Self-Supervised Training with Autoencoders for Visual Anomaly Detection

23 Jun 2022  ·  Alexander Bauer, Shinichi Nakajima, Klaus-Robert Müller ·

Recently, deep auto-encoders have been used for the task of anomaly detection in the visual domain. By optimising for the reconstruction error using anomaly-free examples, the common belief is that a corresponding network should fail to accurately reconstruct anomalous regions in the application phase. This goal is typically addressed by controlling the capacity of the network, either by reducing the size of the bottleneck layer or by enforcing sparsity constraints on its activations. However, neither of these techniques does explicitly penalise reconstruction of anomalous signals often resulting in poor detection. We tackle this problem by adapting a self-supervised learning regime that allows the use of discriminative information during training but focuses on the data manifold of normal examples. Precisely, we investigate two different training objectives inspired by the task of neural image inpainting. Our main objective regularises the model to produce locally consistent reconstructions, while replacing irregularities, therefore, acting as a filter that removes anomalous patterns. Our formal analysis shows that under mild conditions the corresponding model resembles a non-linear orthogonal projection of partially corrupted images onto the manifold of uncorrupted (defect-free) examples.
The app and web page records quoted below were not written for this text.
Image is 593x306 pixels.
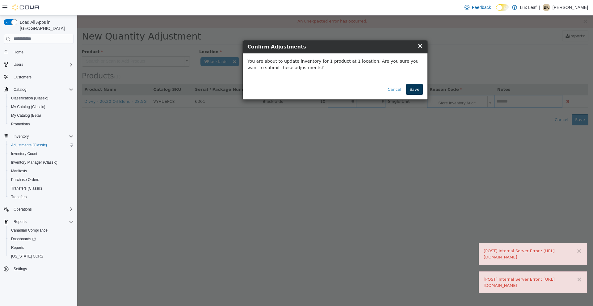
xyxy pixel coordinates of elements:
span: [US_STATE] CCRS [11,254,43,259]
span: Catalog [14,87,26,92]
button: Reports [6,243,76,252]
span: Transfers (Classic) [11,186,42,191]
a: Customers [11,73,34,81]
img: Cova [12,4,40,10]
span: My Catalog (Beta) [9,112,73,119]
button: Customers [1,73,76,81]
button: Operations [11,206,34,213]
button: Purchase Orders [6,175,76,184]
span: Feedback [472,4,490,10]
a: Home [11,48,26,56]
a: [US_STATE] CCRS [9,252,46,260]
span: Canadian Compliance [11,228,48,233]
a: My Catalog (Classic) [9,103,48,111]
span: Reports [11,245,24,250]
span: Washington CCRS [9,252,73,260]
button: Inventory [11,133,31,140]
p: | [539,4,540,11]
span: My Catalog (Classic) [9,103,73,111]
span: My Catalog (Beta) [11,113,41,118]
a: Inventory Manager (Classic) [9,159,60,166]
span: Promotions [11,122,30,127]
span: Settings [14,266,27,271]
button: Classification (Classic) [6,94,76,102]
span: Inventory [14,134,29,139]
button: Transfers (Classic) [6,184,76,193]
button: Home [1,48,76,56]
span: Home [11,48,73,56]
span: Promotions [9,120,73,128]
span: Adjustments (Classic) [11,143,47,148]
span: Classification (Classic) [9,94,73,102]
nav: Complex example [4,45,73,290]
a: Settings [11,265,29,273]
button: Users [11,61,26,68]
span: Inventory Count [11,151,37,156]
p: [PERSON_NAME] [552,4,588,11]
a: Adjustments (Classic) [9,141,49,149]
input: Dark Mode [496,4,509,11]
button: Inventory Count [6,149,76,158]
span: × [340,27,345,34]
span: Users [14,62,23,67]
button: Canadian Compliance [6,226,76,235]
span: Inventory Manager (Classic) [9,159,73,166]
button: Promotions [6,120,76,128]
span: Inventory Manager (Classic) [11,160,57,165]
div: Brooklyn Kowaluk [542,4,550,11]
a: Purchase Orders [9,176,42,183]
a: Inventory Count [9,150,40,157]
a: Transfers (Classic) [9,185,44,192]
p: You are about to update inventory for 1 product at 1 location. Are you sure you want to submit th... [170,43,345,56]
button: Catalog [1,85,76,94]
span: Home [14,50,23,55]
span: Manifests [9,167,73,175]
span: Inventory [11,133,73,140]
button: Operations [1,205,76,214]
button: Cancel [307,69,327,80]
span: Dashboards [9,235,73,243]
button: Catalog [11,86,29,93]
a: My Catalog (Beta) [9,112,44,119]
span: Manifests [11,169,27,173]
span: Reports [14,219,27,224]
button: Save [329,69,345,80]
span: Purchase Orders [9,176,73,183]
span: Transfers [9,193,73,201]
a: Dashboards [9,235,38,243]
span: Reports [9,244,73,251]
span: Operations [14,207,32,212]
span: Purchase Orders [11,177,39,182]
button: Settings [1,264,76,273]
button: My Catalog (Beta) [6,111,76,120]
button: × [499,261,504,267]
span: My Catalog (Classic) [11,104,45,109]
a: Canadian Compliance [9,227,50,234]
span: Classification (Classic) [11,96,48,101]
a: Reports [9,244,27,251]
p: Lux Leaf [520,4,536,11]
button: Users [1,60,76,69]
span: Inventory Count [9,150,73,157]
a: Promotions [9,120,32,128]
button: [US_STATE] CCRS [6,252,76,261]
span: Transfers [11,194,27,199]
span: Settings [11,265,73,273]
span: Catalog [11,86,73,93]
span: Customers [14,75,31,80]
button: Reports [11,218,29,225]
div: [POST] Internal Server Error : [URL][DOMAIN_NAME] [406,261,504,273]
button: Manifests [6,167,76,175]
span: Adjustments (Classic) [9,141,73,149]
button: Transfers [6,193,76,201]
span: Dashboards [11,236,36,241]
span: Operations [11,206,73,213]
button: Reports [1,217,76,226]
div: [POST] Internal Server Error : [URL][DOMAIN_NAME] [406,232,504,244]
button: Inventory Manager (Classic) [6,158,76,167]
span: Load All Apps in [GEOGRAPHIC_DATA] [17,19,73,31]
span: BK [544,4,548,11]
a: Transfers [9,193,29,201]
span: Transfers (Classic) [9,185,73,192]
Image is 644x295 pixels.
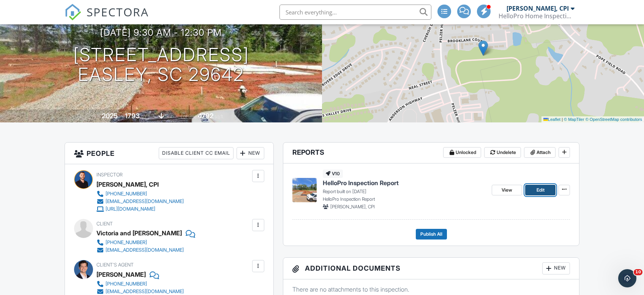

This insight makes the reconstruction error a natural choice for defining the anomaly score of a sample according to its distance from a corresponding projection on the data manifold. We emphasise that inference with our approach is very efficient during training and prediction requiring a single forward pass for each input image. Our experiments on the MVTec AD dataset demonstrate high detection and localisation performance. On the texture-subset, in particular, our approach consistently outperforms recent anomaly detection methods by a significant margin.